Introducing a portfolio of blue engravings, he considers the history of blue as a concept.
Go back far enough and there is no blue.
Blue, black, blonde, blaze, the French blanc, and even yellow all derive from one proto-Indo-European word: *bhel—that which is shining, burning, flashing, or that which is already burnt. […]
Go back far enough and Africans, in the European languages, are blue. Ravens, in the Icelandic sagas, are blue.
In Welsh, glas is the color of the sky. Grass, and silver; glas is also vigor, the life-force. In Middle English, blewe is the color of both the sea and of burnt-out ashes.
This is classic Weinberger—dropping the reader into the middle of a rich conversation, and letting the spaces in between his observations indicate a vast intellectual territory that remains unknown and unknowable.
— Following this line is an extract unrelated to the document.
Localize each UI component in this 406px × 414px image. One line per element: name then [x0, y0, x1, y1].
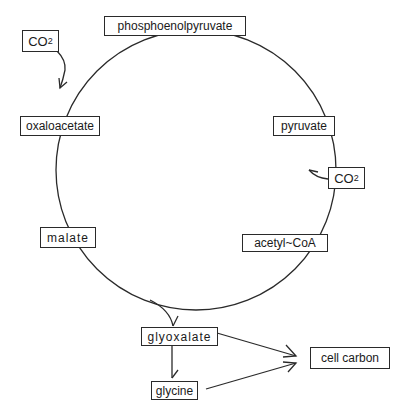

These experimental flourishes carry over to his more traditional essays, too. Of the Chinese poet Gu Cheng, he writes, without commentary, "He was always seen wearing a tall cylindrical hat that had been made from the leg of a pair of blue jeans."
In "What I Heard about Iraq in 2005," Weinberger relates news items, opinions, and rumors about the Iraq War side by side, as if they were all equally valid forms of hearsay. The effect is both overwhelming (it’s too much to process at once) and chilling (it calls into question our whole means of understanding the war).
Weinberger insists that he is neither an artist nor a critic, but rather a "literary writer." It’s a useful distinction. For an artist, his writing is too much like research; for a critic, his lack of citations would be scandalous. It’s safer to say Weinberger plays literary games with the facts. He worships Ezra Pound. He’s an expert on Chinese and Latin American literature. Like Borges, he seems to hold encyclopedias in his head. Like Bolaño, he makes writers sound like the beautiful, doomed heroes of some epic saga.
Pound, Borges, and Bolaño have all been published by New Directions. So have Octavio Paz, George Oppen, Susan Howe, Gu Cheng, Forrest Gander, and Bei Dao—all of whom Weinberger discusses in this collection. One of these essays is a profile of James Laughlin, the founder of New Directions, whose mentor was—naturally—Ezra Pound. Of the 29 books Weinberger has written, edited, and translated, 16 are published by New Directions. He says, "As an adolescent in the 1960s, I, like many others, would buy any New Directions book I saw—although I probably had never heard of the author—simply because it was published by New Directions." No other living writer embodies a publishing house the way Weinberger embodies his. Maybe this reflects the crippling insularity of avant garde writing. Or maybe it’s fitting that all these kindred spirits are gathered in one place.
Weinberger contends that when writers describe their fellow writers, they are often describing themselves. Sure enough, when he says the work of Kenneth Cox has "an almost mineral hard perfection," he might as well be describing his own book. Of Susan Sontag’s criticism, he says, "Brilliant syntheses of what were often continental ideas, unfamiliar to American audiences, her best literary essays were unmatched models in the art of the introduction." The same could be said of Weinberger—although his "continental" ideas frequently come from the continents of Asia and South America.
As an introduction to decades of work by New Directions, and to the wide frontiers of post-national literature, Weinberger’s essays provide an unmatched introduction. They make us strikingly aware of the huge gaps in between our tiny bits of knowledge about the world, and they remind us that the common endeavor of all writers is something singular, demanding, and noble.